“When I said there were no ladies here, I meant that none had been conveyed hither forcibly. Two young ladies were sheltered by his Excellency’s retinue, it is true. If they choose they are at liberty to accompany you, and I shall now acquaint them therewith.”
A hoarse laugh from the crowd showed that the sophistry did not pass unheeded. Nevertheless, Mowbray’s counsel of moderation swayed the mob into quiescence, and, a minute later, Anna Cave and Eleanor Roe, pale and trembling, hardly knowing what was toward, were carried in their litter to the city by an excited but good-tempered escort.
CHAPTER III
“The attempt, and not the deed,
Confounds us.”
Shakespeare, “Macbeth.”
Anna’s father, jogging along comfortably on the borrowed cob, overtook the rearmost of the rabble near St. Dunstan’s. Anger made him red, and alarm made him white, when he heard the disjointed tales of those who sought to enlighten him.
That the daughter and niece of one who held high place in his native county, and whose brother in the city was loaded with civic dignities, should be waylaid in the Strand by a number of young profligates aping Rochester’s license, was not to be endured. Therefore, Sir Thomas flushed like a turkey, and his right hand, long unaccustomed to more serious weapon than a carving-knife, tightened on the reins in a way that surprised his placid steed.
But it was an equally serious thing that certain youthful hot-heads, led by “a pair of Yorkshire gallants, one of whom was like unto Gog himself,” should have stormed the house of the Spanish Ambassador in order to rescue the two girls. The royal prerogative, already in grave dispute, was sadly abused by this disorder, and Gondomar was well fitted, by diplomatic skill and political acumen, to make the most of the incident. When Sir Thomas thought of the way in which James, with his dagger-proof doublet unfastened and his points tied awry, would stamp up and down his council-chamber in maundering rage, the color fled from his ruddy cheeks and left him pallid, with drawn under lip.
Nevertheless, when he reached the house of Alderman Cave, situate on the north side of Draper’s Garden, his natural dread of the King’s wrath soon yielded to indignation. He found there not only Anna and Eleanor, but Walter Mowbray and Roger Sainton, with a concourse of friends and neighbors drawn together by news of the outrage.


• _WORK ITEM_: The answer should hold nothing but the lines from the one with "Navigate to giraffe." through the end of the listing below, each exactly as written.

• _GIVEN DATA_:

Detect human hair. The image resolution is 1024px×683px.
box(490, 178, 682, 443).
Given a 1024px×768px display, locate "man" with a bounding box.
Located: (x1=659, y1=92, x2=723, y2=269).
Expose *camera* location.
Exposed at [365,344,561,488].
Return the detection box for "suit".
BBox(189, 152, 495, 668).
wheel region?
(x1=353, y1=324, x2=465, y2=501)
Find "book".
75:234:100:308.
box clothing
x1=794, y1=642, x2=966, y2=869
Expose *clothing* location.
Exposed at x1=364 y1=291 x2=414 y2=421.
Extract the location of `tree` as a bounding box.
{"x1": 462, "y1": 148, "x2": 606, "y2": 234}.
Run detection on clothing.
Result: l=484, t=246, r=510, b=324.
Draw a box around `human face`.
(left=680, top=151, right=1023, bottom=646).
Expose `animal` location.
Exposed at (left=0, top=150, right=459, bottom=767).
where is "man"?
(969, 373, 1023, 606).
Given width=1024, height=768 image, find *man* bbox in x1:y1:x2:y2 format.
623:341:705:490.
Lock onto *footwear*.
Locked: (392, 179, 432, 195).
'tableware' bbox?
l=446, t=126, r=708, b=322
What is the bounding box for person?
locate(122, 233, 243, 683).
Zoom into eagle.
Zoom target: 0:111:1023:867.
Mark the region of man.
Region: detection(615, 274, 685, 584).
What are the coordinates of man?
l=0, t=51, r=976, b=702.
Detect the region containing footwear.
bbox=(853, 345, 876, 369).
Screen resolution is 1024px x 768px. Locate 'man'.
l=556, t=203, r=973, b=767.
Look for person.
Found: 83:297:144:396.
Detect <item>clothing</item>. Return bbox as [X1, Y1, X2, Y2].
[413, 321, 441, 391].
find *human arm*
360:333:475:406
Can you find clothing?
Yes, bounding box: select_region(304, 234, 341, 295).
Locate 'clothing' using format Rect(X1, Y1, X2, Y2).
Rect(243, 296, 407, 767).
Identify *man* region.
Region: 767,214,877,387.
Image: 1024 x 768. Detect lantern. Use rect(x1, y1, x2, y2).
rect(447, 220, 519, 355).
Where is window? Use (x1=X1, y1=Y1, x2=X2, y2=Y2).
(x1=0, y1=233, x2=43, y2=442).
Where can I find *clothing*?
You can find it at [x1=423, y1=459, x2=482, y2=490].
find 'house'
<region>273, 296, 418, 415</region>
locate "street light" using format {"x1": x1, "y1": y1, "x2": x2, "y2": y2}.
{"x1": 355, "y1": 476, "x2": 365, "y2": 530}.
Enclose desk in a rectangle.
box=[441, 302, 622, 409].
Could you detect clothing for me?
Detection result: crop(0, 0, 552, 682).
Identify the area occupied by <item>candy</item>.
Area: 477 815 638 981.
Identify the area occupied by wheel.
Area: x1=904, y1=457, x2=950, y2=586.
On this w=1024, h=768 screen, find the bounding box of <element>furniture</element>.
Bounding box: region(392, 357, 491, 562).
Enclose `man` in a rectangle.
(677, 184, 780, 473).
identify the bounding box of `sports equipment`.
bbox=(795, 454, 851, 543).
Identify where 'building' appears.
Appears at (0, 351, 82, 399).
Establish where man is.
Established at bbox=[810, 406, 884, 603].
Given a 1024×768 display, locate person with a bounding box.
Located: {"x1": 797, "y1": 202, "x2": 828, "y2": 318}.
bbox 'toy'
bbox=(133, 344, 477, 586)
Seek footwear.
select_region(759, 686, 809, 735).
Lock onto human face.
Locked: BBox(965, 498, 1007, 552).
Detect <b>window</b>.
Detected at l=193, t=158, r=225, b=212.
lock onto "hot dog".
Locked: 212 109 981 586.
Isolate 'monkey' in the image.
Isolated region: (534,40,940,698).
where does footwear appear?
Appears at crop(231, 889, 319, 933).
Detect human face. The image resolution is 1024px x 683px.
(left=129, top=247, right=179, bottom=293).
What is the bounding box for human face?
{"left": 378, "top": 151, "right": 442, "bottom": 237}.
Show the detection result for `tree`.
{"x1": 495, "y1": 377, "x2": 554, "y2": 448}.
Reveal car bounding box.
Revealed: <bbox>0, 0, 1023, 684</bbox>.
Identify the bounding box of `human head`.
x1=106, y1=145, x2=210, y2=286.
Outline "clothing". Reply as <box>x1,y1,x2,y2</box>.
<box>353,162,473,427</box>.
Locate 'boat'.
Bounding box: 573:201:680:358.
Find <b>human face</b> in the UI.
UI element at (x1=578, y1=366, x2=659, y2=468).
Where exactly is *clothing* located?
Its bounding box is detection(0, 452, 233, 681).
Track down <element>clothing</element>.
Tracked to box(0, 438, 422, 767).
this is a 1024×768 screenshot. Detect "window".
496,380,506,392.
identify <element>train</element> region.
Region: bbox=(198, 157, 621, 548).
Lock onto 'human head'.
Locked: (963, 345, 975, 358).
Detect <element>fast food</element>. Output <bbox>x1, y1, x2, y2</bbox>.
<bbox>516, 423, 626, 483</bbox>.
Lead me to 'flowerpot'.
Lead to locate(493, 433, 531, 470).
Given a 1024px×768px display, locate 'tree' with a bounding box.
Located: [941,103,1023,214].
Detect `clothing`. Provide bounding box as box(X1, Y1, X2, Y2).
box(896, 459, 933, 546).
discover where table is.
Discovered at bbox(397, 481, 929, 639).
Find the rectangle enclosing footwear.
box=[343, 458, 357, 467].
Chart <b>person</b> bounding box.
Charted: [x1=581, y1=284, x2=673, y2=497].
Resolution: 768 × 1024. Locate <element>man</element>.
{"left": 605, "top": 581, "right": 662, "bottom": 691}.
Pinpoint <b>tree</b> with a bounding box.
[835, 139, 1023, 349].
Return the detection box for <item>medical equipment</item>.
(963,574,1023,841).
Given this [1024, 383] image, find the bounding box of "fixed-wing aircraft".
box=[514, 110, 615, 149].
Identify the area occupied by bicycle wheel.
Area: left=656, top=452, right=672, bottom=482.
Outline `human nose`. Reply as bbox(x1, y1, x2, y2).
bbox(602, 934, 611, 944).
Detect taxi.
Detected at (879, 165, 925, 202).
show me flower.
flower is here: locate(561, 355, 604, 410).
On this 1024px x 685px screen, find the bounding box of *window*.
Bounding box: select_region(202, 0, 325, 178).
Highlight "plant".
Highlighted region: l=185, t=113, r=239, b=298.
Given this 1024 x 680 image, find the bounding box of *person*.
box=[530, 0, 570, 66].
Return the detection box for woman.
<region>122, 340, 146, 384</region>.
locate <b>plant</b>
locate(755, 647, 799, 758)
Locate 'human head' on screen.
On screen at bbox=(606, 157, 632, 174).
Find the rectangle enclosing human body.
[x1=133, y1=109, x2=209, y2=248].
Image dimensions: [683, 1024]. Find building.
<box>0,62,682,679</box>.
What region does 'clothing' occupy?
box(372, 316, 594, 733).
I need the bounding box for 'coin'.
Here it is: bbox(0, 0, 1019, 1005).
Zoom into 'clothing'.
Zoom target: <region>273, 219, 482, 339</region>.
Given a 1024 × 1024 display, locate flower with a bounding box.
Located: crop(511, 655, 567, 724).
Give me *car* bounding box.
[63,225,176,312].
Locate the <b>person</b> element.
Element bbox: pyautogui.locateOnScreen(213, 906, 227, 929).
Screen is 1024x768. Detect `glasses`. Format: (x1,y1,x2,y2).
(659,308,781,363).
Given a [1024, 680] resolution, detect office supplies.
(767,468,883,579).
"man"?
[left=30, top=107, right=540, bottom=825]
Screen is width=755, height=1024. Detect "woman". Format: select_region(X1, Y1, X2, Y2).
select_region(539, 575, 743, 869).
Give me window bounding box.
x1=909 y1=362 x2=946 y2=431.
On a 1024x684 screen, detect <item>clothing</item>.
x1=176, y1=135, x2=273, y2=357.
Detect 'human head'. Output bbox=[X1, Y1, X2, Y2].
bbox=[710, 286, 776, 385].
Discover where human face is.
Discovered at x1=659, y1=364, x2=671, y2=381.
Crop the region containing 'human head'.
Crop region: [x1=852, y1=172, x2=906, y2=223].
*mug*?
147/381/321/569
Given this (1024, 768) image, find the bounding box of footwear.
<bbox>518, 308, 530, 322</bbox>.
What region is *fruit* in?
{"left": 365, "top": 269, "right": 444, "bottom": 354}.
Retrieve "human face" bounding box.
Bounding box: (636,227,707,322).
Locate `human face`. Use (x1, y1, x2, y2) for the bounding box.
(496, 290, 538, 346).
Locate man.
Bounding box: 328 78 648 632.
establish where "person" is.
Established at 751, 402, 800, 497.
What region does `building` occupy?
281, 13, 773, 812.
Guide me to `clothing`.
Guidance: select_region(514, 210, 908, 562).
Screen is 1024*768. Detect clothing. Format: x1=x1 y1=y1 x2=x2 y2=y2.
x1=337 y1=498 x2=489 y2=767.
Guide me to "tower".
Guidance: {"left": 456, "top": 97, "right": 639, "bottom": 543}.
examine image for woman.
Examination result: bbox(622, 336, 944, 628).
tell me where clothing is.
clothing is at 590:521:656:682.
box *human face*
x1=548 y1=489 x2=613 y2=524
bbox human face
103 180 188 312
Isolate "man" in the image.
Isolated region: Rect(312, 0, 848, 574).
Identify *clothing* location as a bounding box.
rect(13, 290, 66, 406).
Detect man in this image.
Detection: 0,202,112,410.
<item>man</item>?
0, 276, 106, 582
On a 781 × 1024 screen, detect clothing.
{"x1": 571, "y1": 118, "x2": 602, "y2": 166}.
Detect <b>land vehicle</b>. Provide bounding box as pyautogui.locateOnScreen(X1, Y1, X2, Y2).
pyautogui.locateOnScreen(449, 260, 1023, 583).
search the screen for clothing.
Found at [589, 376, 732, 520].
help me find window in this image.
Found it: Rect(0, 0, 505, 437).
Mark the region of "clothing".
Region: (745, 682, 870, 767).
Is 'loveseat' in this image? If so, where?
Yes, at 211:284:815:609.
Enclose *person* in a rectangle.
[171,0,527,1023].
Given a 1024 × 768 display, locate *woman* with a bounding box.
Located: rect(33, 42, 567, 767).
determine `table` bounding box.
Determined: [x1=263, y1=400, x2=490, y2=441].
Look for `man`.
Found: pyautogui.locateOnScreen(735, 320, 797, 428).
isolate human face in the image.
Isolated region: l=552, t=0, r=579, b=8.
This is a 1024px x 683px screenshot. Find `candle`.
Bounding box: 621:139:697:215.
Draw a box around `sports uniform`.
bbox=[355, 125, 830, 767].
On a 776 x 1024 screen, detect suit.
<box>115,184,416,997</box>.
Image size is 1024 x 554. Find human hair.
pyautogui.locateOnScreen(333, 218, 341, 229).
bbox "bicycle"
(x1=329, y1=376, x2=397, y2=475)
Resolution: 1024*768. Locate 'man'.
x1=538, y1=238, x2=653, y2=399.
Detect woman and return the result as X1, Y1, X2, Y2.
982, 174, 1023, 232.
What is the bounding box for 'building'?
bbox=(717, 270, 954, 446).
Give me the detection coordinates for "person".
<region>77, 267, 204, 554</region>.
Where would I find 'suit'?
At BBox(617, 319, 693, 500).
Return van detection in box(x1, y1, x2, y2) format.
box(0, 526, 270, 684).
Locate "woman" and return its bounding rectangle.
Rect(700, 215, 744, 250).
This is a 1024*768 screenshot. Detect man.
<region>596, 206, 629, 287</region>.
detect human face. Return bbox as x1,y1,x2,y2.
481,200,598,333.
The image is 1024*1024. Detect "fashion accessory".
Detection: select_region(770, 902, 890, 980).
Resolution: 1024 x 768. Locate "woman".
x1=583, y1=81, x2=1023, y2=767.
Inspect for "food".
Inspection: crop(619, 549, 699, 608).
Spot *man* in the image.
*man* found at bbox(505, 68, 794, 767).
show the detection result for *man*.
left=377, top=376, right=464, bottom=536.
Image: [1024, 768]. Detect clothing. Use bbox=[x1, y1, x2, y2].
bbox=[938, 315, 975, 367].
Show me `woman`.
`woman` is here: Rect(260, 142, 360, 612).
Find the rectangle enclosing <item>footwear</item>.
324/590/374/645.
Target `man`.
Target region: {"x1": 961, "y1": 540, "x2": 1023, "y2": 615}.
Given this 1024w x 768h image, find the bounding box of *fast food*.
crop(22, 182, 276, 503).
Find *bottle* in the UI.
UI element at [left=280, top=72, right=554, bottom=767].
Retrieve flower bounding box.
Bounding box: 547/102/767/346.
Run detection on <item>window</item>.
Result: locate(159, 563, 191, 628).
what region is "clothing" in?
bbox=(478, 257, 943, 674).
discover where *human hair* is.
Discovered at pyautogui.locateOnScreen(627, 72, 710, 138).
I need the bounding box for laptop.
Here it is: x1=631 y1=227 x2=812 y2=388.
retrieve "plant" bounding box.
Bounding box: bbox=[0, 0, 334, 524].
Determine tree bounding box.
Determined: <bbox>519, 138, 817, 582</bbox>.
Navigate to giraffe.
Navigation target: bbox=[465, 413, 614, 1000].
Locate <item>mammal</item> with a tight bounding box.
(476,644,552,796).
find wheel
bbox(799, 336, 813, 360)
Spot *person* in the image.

• _ANSWER BOX_:
Navigate to giraffe.
Navigation target: bbox=[465, 413, 614, 1000].
Locate <item>mammal</item> with a tight bounding box.
(476,644,552,796).
find wheel
bbox(799, 336, 813, 360)
Spot *person* in the image.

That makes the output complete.